Dayton and Daudt scuttle special session talks in public feud
Published 2:59 pm Saturday, December 17, 2016
ST. PAUL — Minnesota officials abandoned their plans for a special session to address health care costs Friday after a final attempt at negotiating a deal ended in anger, leaving more than 120,000 residents left on their own to cover massive premium increases at the start of the year.
Those rate hikes have been the subject of months of private negotiations between Gov. Mark Dayton, Republican House Speaker Kurt Daudt and other legislative leaders. But Friday’s meeting was held in the public eye, where Dayton and Daudt traded barbs and blamed each other for the standstill for 15 minutes before declaring the effort dead until the Legislature returns Jan. 3.
The blowup also means that $1 billion in public construction projects and hundreds of millions of dollars in tax relief — both left unfinished from the 2016 legislative session — won’t be passed. The two bills had been looped into possible special session talks.
“It’s a shared failure,” Dayton said of the scuttled special session. “It’s bad for Minnesota, there’s no doubt about it.”
The premium hikes hit just a small slice of Minnesota — just 5 percent buy coverage through the individual market, and many of those shoppers qualify for federal help based on income requirements. But the issue exploded ahead of the November election, when it played prominently in Republicans’ successful campaign to hold the House and regain Senate control.
Registration for individual market plans began Nov. 1 and will continue through January.
Dayton proposed a premium rebate nearly two months ago that would tap part of a budget surplus to buy down some of the premium hikes. He and legislative leaders appeared close to a deal earlier this month, penciling in a special session just before Christmas.
But that deal dissolved in a final week of fruitless back and forth, with Dayton singling out Daudt’s trip to the U.S. Virgin Islands for a legislative conference this week while the speaker accused the governor of purposefully scuttling a deal. Friday’s public meeting — a rarity at the Capitol, where high-level negotiations typically take place in private — repeated those talking points before the two politicians gave up and left.
Daudt said the governor’s plan needed to also address questions of health care access given the stringent enrollment caps Minnesota insurers have placed on their plans. He said he and an incoming Senate Republican majority would queue up a fix when the legislative session begins Jan. 3.
“We’re going to put something in place the first week of session … and the governor is going to sign it,” Daudt said “This is a little setback for Minnesotans right now.”
It’s not the first would-be special session to fizzle out due to gridlock between Dayton and House Republicans. Other emergency sessions that failed to launch focused on laid-off steelworkers, businesses surrounding Mille Lacs Lake struggling amid a shortened walleye fishing season, passing failed tax relief and public works packages and more.
Eyeing a session in which he’d square off with Republican majorities in both the House and Senate, Dayton predicted it would be “a very difficult one.”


**Task brief:** From the data that follows, copy every line with the string "parental".

┌─ Source material

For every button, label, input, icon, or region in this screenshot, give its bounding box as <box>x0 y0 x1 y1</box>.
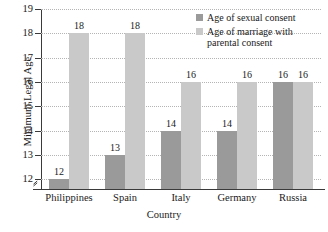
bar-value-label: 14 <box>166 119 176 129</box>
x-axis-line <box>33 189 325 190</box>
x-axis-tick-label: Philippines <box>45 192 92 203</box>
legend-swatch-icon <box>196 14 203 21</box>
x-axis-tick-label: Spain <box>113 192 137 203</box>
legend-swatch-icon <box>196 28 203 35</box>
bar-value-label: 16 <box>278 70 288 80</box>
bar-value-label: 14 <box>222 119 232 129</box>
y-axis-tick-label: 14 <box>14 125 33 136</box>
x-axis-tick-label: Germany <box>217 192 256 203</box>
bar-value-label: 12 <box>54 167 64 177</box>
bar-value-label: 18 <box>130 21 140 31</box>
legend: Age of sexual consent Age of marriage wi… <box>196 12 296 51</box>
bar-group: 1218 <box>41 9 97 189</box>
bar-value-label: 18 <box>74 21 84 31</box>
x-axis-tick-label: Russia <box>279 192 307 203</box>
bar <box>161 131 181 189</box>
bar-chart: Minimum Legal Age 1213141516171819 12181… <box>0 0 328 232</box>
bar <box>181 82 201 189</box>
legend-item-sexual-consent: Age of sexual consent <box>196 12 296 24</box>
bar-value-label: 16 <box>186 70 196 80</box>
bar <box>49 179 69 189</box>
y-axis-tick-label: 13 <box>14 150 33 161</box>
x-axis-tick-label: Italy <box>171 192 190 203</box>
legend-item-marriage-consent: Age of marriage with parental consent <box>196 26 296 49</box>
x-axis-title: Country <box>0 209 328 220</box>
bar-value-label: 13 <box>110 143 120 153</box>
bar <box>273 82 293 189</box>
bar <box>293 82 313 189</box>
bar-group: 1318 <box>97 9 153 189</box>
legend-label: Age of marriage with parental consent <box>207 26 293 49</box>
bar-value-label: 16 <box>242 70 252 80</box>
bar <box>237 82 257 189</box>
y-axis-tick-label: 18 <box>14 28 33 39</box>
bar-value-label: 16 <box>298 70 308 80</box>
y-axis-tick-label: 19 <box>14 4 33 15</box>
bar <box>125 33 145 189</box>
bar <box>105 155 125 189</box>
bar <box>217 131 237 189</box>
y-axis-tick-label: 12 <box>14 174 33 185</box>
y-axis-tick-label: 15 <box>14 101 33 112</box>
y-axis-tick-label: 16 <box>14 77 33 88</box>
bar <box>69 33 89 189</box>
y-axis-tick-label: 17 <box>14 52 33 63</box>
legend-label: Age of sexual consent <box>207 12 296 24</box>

└─
┌─ Source material

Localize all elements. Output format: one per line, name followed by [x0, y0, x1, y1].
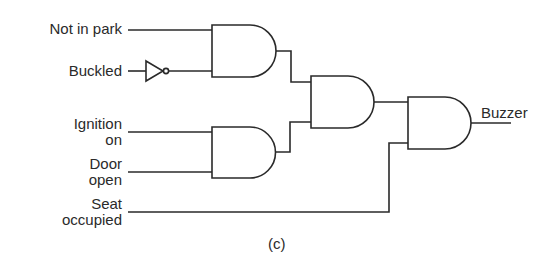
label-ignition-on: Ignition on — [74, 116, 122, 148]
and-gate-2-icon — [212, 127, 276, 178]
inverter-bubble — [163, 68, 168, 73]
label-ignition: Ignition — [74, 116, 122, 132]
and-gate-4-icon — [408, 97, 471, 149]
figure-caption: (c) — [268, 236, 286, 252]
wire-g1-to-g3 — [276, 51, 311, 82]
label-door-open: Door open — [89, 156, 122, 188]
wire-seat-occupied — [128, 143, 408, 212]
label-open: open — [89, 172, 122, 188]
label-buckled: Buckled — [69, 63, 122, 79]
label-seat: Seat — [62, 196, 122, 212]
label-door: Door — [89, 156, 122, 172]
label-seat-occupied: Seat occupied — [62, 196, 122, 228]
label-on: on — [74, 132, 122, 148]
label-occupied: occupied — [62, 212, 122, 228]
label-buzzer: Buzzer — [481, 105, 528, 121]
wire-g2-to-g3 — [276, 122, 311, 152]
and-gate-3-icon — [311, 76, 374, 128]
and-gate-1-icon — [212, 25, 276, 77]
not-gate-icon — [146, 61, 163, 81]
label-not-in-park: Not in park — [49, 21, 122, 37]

└─

**Solved exercise:**
legend-item-marriage-consent: Age of marriage with parental consent <box>196 26 296 49</box>
legend-label: Age of marriage with parental consent <box>207 26 293 49</box>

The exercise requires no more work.